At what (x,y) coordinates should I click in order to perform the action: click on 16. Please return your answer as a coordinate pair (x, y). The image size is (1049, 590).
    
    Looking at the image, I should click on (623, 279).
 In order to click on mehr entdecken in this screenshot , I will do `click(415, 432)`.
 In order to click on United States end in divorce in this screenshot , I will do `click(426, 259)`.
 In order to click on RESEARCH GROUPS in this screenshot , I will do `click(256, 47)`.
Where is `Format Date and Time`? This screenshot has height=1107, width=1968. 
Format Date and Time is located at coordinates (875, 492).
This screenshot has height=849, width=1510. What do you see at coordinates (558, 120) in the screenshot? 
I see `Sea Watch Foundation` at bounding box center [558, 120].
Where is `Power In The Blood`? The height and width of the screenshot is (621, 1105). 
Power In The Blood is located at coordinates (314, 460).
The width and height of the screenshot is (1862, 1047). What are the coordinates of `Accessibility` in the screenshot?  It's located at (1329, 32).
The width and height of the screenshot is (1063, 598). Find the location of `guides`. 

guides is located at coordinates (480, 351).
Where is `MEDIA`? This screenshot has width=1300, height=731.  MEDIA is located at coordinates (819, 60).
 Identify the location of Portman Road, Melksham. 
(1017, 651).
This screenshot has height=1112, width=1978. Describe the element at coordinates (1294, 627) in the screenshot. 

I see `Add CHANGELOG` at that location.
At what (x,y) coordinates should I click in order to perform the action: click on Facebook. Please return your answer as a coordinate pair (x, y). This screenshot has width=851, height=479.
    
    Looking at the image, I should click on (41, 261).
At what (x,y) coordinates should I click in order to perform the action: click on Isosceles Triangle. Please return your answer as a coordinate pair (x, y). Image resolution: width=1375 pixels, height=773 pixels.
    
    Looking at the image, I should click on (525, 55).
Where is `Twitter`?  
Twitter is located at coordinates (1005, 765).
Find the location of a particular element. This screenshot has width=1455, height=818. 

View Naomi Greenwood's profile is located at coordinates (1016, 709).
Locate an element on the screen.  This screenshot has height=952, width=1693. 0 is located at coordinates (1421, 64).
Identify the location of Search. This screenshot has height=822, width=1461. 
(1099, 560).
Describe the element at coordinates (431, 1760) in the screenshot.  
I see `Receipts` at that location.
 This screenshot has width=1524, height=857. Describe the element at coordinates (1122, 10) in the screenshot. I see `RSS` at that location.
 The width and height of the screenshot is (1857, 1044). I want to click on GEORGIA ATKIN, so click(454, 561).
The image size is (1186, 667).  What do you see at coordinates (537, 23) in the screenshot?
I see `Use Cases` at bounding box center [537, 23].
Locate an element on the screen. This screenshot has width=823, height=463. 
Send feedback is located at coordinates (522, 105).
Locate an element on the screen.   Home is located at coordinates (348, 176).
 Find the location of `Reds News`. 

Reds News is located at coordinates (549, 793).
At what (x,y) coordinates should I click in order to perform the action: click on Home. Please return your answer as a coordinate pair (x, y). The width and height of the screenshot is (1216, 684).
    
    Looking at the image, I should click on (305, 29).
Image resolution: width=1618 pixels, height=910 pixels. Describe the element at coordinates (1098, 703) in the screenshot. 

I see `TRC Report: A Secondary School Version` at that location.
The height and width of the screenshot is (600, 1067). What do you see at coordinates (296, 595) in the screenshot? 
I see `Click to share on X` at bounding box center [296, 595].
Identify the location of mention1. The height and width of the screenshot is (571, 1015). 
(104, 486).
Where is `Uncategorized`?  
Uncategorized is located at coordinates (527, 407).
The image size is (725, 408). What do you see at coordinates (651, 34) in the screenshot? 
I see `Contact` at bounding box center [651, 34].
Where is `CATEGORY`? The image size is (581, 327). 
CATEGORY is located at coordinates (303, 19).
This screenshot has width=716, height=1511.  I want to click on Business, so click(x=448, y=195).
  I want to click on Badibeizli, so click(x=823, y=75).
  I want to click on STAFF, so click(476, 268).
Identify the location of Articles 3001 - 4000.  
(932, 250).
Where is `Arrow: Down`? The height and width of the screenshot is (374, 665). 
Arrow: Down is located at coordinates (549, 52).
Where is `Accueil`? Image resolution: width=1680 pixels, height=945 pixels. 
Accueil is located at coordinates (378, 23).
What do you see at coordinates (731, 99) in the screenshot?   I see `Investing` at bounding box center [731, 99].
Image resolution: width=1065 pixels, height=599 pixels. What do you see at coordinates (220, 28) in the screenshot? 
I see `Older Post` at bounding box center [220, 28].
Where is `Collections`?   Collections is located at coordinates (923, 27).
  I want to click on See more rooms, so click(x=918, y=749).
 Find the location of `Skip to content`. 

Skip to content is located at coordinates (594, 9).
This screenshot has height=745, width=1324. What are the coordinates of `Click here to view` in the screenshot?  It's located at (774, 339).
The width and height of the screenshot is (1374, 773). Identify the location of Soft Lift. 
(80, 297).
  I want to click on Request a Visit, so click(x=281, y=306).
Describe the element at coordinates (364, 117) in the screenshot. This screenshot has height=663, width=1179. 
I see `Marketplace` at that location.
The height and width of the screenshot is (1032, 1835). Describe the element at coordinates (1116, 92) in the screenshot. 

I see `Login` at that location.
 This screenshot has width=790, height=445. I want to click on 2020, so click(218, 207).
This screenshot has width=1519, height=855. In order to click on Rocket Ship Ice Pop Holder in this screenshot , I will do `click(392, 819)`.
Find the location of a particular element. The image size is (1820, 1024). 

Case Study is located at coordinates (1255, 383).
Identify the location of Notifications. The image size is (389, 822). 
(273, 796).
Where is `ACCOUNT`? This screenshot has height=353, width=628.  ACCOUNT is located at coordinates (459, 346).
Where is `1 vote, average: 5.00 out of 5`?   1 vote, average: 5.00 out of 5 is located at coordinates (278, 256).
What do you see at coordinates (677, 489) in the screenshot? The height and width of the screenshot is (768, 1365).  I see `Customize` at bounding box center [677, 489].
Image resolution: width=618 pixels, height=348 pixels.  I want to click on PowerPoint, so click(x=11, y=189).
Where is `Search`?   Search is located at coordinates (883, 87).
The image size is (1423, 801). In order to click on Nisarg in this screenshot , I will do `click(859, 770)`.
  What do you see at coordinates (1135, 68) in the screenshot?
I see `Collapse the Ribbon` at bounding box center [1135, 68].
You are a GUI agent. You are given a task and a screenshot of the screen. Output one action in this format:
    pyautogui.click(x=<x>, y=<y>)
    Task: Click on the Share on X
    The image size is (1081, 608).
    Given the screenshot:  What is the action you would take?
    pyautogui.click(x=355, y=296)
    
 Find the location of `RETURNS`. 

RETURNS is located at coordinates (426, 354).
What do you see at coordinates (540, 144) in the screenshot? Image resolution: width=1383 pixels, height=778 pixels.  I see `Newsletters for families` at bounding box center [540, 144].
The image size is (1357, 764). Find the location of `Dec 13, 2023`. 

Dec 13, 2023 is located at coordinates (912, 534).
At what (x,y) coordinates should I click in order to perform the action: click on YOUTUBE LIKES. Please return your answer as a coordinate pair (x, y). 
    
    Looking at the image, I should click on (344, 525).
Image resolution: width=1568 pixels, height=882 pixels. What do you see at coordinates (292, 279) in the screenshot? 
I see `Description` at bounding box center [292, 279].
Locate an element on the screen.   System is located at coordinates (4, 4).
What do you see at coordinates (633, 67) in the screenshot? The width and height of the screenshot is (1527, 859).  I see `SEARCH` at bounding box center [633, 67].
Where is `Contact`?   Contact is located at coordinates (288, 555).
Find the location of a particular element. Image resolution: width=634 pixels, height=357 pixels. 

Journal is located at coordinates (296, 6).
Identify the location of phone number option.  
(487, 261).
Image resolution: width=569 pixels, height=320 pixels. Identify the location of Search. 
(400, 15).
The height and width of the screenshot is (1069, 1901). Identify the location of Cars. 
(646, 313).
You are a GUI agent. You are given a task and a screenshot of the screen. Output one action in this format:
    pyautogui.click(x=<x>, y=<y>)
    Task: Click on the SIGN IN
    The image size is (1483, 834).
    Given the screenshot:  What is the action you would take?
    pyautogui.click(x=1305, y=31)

+ + + + +

Task details -
The answer should be an exact copy of the lines from the first line of the data through the line with "In order to click on RESEARCH" and should contain nothing else.

Solved exercise -
At what (x,y) coordinates should I click in order to perform the action: click on 16. Please return your answer as a coordinate pair (x, y). The image size is (1049, 590).
    
    Looking at the image, I should click on (623, 279).
 In order to click on mehr entdecken in this screenshot , I will do `click(415, 432)`.
 In order to click on United States end in divorce in this screenshot , I will do `click(426, 259)`.
 In order to click on RESEARCH GROUPS in this screenshot , I will do `click(256, 47)`.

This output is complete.